There is a catch if you are looking at a PDF, and that is that you need to access the paid version of Google’s paid version, Gemini Advanced. That’s because the feature ingests the entire PDF, so it requires the long context window available to Gemini Advanced subscribers. You can use the PDF as an expert on whatever topic it is you are interested in, for instance, your dishwasher owner’s manual. Gemini Advanced is part of the $20 per month Google One AI Premium plan.

The Now on Tap feature was first showcased in the year 2008 and allows users to tap and hold the home button to access contextual information related to things on the screen. Talking about a movie with a friend over text? Now on Tap could get you details about the title without having to leave the messaging app. If you’re looking for a restaurant, you can look at it on yelp. The phone could surface OpenTable recommendations with just a tap.

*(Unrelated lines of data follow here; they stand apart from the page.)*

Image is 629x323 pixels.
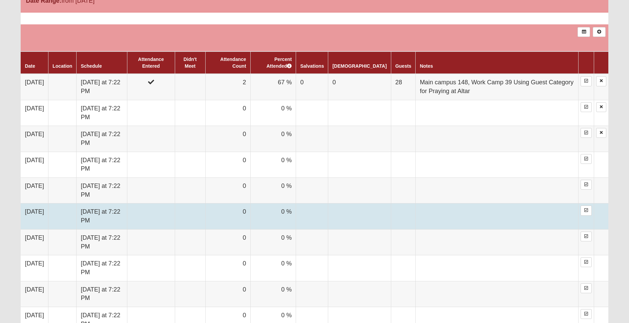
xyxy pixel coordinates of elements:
[580,309,591,319] a: Enter Attendance
[580,180,591,190] a: Enter Attendance
[52,63,72,69] a: Location
[76,203,127,229] td: [DATE] at 7:22 PM
[205,152,250,177] td: 0
[250,229,296,255] td: 0 %
[21,152,48,177] td: [DATE]
[205,255,250,281] td: 0
[328,74,391,100] td: 0
[296,51,328,74] th: Salvations
[596,76,606,86] a: Delete
[205,203,250,229] td: 0
[76,126,127,152] td: [DATE] at 7:22 PM
[205,178,250,203] td: 0
[580,102,591,112] a: Enter Attendance
[391,74,415,100] td: 28
[76,281,127,307] td: [DATE] at 7:22 PM
[580,283,591,293] a: Enter Attendance
[138,57,164,69] a: Attendance Entered
[220,57,246,69] a: Attendance Count
[21,281,48,307] td: [DATE]
[21,229,48,255] td: [DATE]
[25,63,35,69] a: Date
[596,102,606,112] a: Delete
[419,63,433,69] a: Notes
[21,126,48,152] td: [DATE]
[205,126,250,152] td: 0
[250,203,296,229] td: 0 %
[391,51,415,74] th: Guests
[205,281,250,307] td: 0
[250,126,296,152] td: 0 %
[205,229,250,255] td: 0
[76,178,127,203] td: [DATE] at 7:22 PM
[205,100,250,126] td: 0
[250,255,296,281] td: 0 %
[596,128,606,138] a: Delete
[592,27,605,37] a: Alt+N
[250,281,296,307] td: 0 %
[580,128,591,138] a: Enter Attendance
[21,255,48,281] td: [DATE]
[21,100,48,126] td: [DATE]
[21,203,48,229] td: [DATE]
[266,57,292,69] a: Percent Attended
[328,51,391,74] th: [DEMOGRAPHIC_DATA]
[76,152,127,177] td: [DATE] at 7:22 PM
[577,27,590,37] a: Export to Excel
[250,152,296,177] td: 0 %
[250,100,296,126] td: 0 %
[205,74,250,100] td: 2
[21,74,48,100] td: [DATE]
[250,178,296,203] td: 0 %
[183,57,197,69] a: Didn't Meet
[296,74,328,100] td: 0
[21,178,48,203] td: [DATE]
[76,255,127,281] td: [DATE] at 7:22 PM
[81,63,102,69] a: Schedule
[580,257,591,267] a: Enter Attendance
[76,100,127,126] td: [DATE] at 7:22 PM
[580,76,591,86] a: Enter Attendance
[580,154,591,164] a: Enter Attendance
[415,74,578,100] td: Main campus 148, Work Camp 39 Using Guest Category for Praying at Altar
[76,74,127,100] td: [DATE] at 7:22 PM
[76,229,127,255] td: [DATE] at 7:22 PM
[580,205,591,215] a: Enter Attendance
[250,74,296,100] td: 67 %
[580,232,591,241] a: Enter Attendance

“I think what’s exciting is we now have the technology to build really exciting assistants,” Dave Burke, vice president of engineering on Android, tells me over a Google Meet video call. I don’t think we have the technology anymore to make a computer that understands what it sees, since we did not have it back then. We do now.

I got a chance to speak with Burke and Sameer Samat, president of the Android ecosystem at Google, about what’s new in the world of Android, the company’s new AI assistant Gemini, and what it all holds for the future of the OS. The update is a chance to rethink what the phone can do and how the rest of the operating system works.

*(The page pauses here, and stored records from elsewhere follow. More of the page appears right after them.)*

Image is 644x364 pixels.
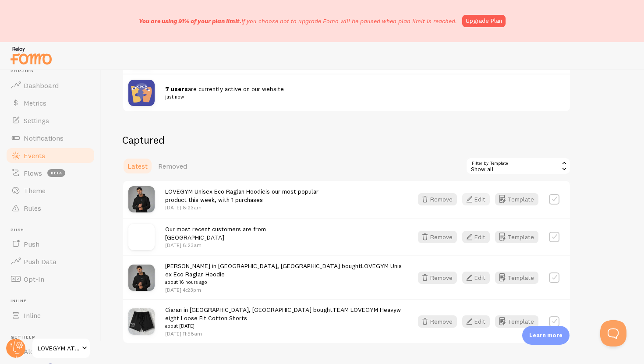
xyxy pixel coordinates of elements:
img: TEAM_LOVEGYM_Heavyweight_Loose_Fit_Cotton_Shorts_small.jpg [128,308,155,334]
button: Remove [418,193,457,205]
img: unisex-eco-raglan-hoodie-black-front-3-682c9dd9466ae_small.jpg [128,186,155,212]
h2: Captured [122,133,571,147]
div: Learn more [522,326,570,344]
a: Push [5,235,95,253]
a: Rules [5,199,95,217]
button: Template [495,271,539,284]
span: is our most popular product this week, with 1 purchases [165,187,319,203]
a: Theme [5,182,95,199]
img: no_image.svg [128,224,155,250]
span: Rules [24,203,41,212]
span: Inline [24,311,41,320]
button: Remove [418,315,457,328]
a: TEAM LOVEGYM Heavyweight Loose Fit Cotton Shorts [165,306,401,322]
span: You are using 91% of your plan limit. [139,17,241,25]
button: Template [495,315,539,328]
a: Edit [462,193,495,205]
span: Removed [158,161,187,170]
span: Settings [24,116,49,125]
small: just now [165,93,554,101]
span: Push Data [24,257,57,266]
button: Template [495,193,539,205]
span: Events [24,151,45,160]
button: Remove [418,231,457,243]
span: Our most recent customers are from [GEOGRAPHIC_DATA] [165,225,266,241]
a: Upgrade Plan [462,15,506,27]
span: are currently active on our website [165,85,554,101]
span: Push [24,239,39,248]
span: Opt-In [24,275,44,283]
a: LOVEGYM Unisex Eco Raglan Hoodie [165,262,402,278]
small: about 16 hours ago [165,278,402,286]
span: Theme [24,186,46,195]
a: Push Data [5,253,95,270]
a: Flows beta [5,164,95,182]
button: Edit [462,231,490,243]
span: Get Help [10,334,95,340]
span: beta [47,169,65,177]
small: about [DATE] [165,322,402,330]
button: Edit [462,315,490,328]
a: Inline [5,307,95,324]
a: Opt-In [5,270,95,288]
button: Edit [462,271,490,284]
span: [PERSON_NAME] in [GEOGRAPHIC_DATA], [GEOGRAPHIC_DATA] bought [165,262,402,286]
a: Edit [462,271,495,284]
span: Inline [10,298,95,304]
span: Metrics [24,99,47,107]
span: Push [10,227,95,233]
strong: 7 users [165,85,188,93]
img: fomo-relay-logo-orange.svg [9,44,53,67]
span: Latest [127,161,147,170]
a: Edit [462,315,495,328]
a: Metrics [5,94,95,112]
a: Edit [462,231,495,243]
a: Latest [122,157,153,175]
span: Dashboard [24,81,59,90]
a: LOVEGYM Unisex Eco Raglan Hoodie [165,187,266,195]
a: LOVEGYM ATHLEISURE [31,338,91,359]
span: Notifications [24,134,63,142]
span: Ciaran in [GEOGRAPHIC_DATA], [GEOGRAPHIC_DATA] bought [165,306,402,330]
a: Settings [5,112,95,129]
span: Flows [24,169,42,177]
span: Pop-ups [10,68,95,74]
img: unisex-eco-raglan-hoodie-black-front-3-682c9dd9466ae_small.jpg [128,265,155,291]
a: Dashboard [5,77,95,94]
button: Edit [462,193,490,205]
p: Learn more [529,331,562,339]
p: [DATE] 8:23am [165,203,319,211]
span: LOVEGYM ATHLEISURE [38,343,79,354]
p: [DATE] 8:23am [165,241,266,249]
p: [DATE] 11:58am [165,330,402,337]
img: pageviews.png [128,80,155,106]
button: Template [495,231,539,243]
iframe: Help Scout Beacon - Open [600,320,626,346]
div: Show all [466,157,571,175]
button: Remove [418,271,457,284]
a: Events [5,147,95,164]
a: Removed [153,157,192,175]
p: [DATE] 4:23pm [165,286,402,293]
p: If you choose not to upgrade Fomo will be paused when plan limit is reached. [139,16,457,26]
a: Notifications [5,129,95,147]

Circle to Search is the new way of approaching Search on mobile. Circle to Search is more interactive than typing into a search box and similar to the experience of Now on Tap. (You literally circle what you want to search on the screen.) It is fun to use and it skews younger as well because of it.

Samat made it clear Gemini wasn’t just providing answers but was showing students how to solve the problems. More complex problems like diagrams and graphs will be solved by Circle to Search later this year. This is powered by the learning models from the internet giant, LearnLM.

Google will roll out “AI Overviews” — formerly known as “Search Generative Experience,” a mouthful — to everyone in the US this week. Now, a “specialized” Gemini model will design and populate results pages with summarized answers from the web (similar to what you see in AI search tools like Perplexity or Arc Search).

Google Lens already lets you search for something based on images, but now Google’s taking things a step further with the ability to search with a video. That means when you take a video of something you want to look up, ask a question, and get relevant answers from the internet, you will be helped by the Artificial Intelligence of Google.

A new feature on the internet giant is expected to benefit just about anyone who has looked at photos for years. “Ask Photos” lets Gemini pore over your Google Photos library in response to your questions, and the feature goes beyond just pulling up pictures of dogs and cats. The CEO asked the person what his license plate number was. He had to get a picture of the number and the response so that he could make sure that was correct.

Google’s Project Astra is a multimodal AI assistant that the company hopes will become a do-everything virtual assistant that can watch and understand what it sees through your device’s camera, remember where your things are, and do things for you. It’s powering many of the most impressive demos from I/O this year, and the company’s aim for it is to be an honest-to-goodness AI agent that can’t just talk to you but also actually do things on your behalf.

Google’s answer to OpenAI’s Sora is a new generative AI model that can output 1080p video based on text, image, and video-based prompts. There are many different styles of videos that can be produced, like aerial shots or timelapses. Veo is offered to creators for use in YouTube videos, but the company is also trying to get it used in films.

Gems: A Chatbot Creator with AI-Generated Content and SynthID Embedded Video Detection for Android

There is a new chatbot creator called Gems that is on the way from Google. Users have the option to give instructions to a program, just like the GPTs from OpenAI. You will be able to do that if you’re a Gemini Advanced subscriber.

If you’re on an Android phone or tablet, you can now circle a math problem on your screen and get help solving it. It won’t solve the problem for you but it will make it easier for you to complete it, so students wont cheat on their homework.

It will be possible with the help of artificial intelligence on your phone to look for red flags, like conversations that are suspicious, and then give you a real-time warning. The company promises to offer more details on the feature later in the year.

Google announced that it’s adding Gemini Nano, the lightweight version of its Gemini model, to Chrome on desktop. The built-in assistant will be able to help you generate text for social media posts, product reviews and more from within the browser.

In order to detect AI-generated videos, SynthID will be embedded into the content created with the Veo video generator, according to the company.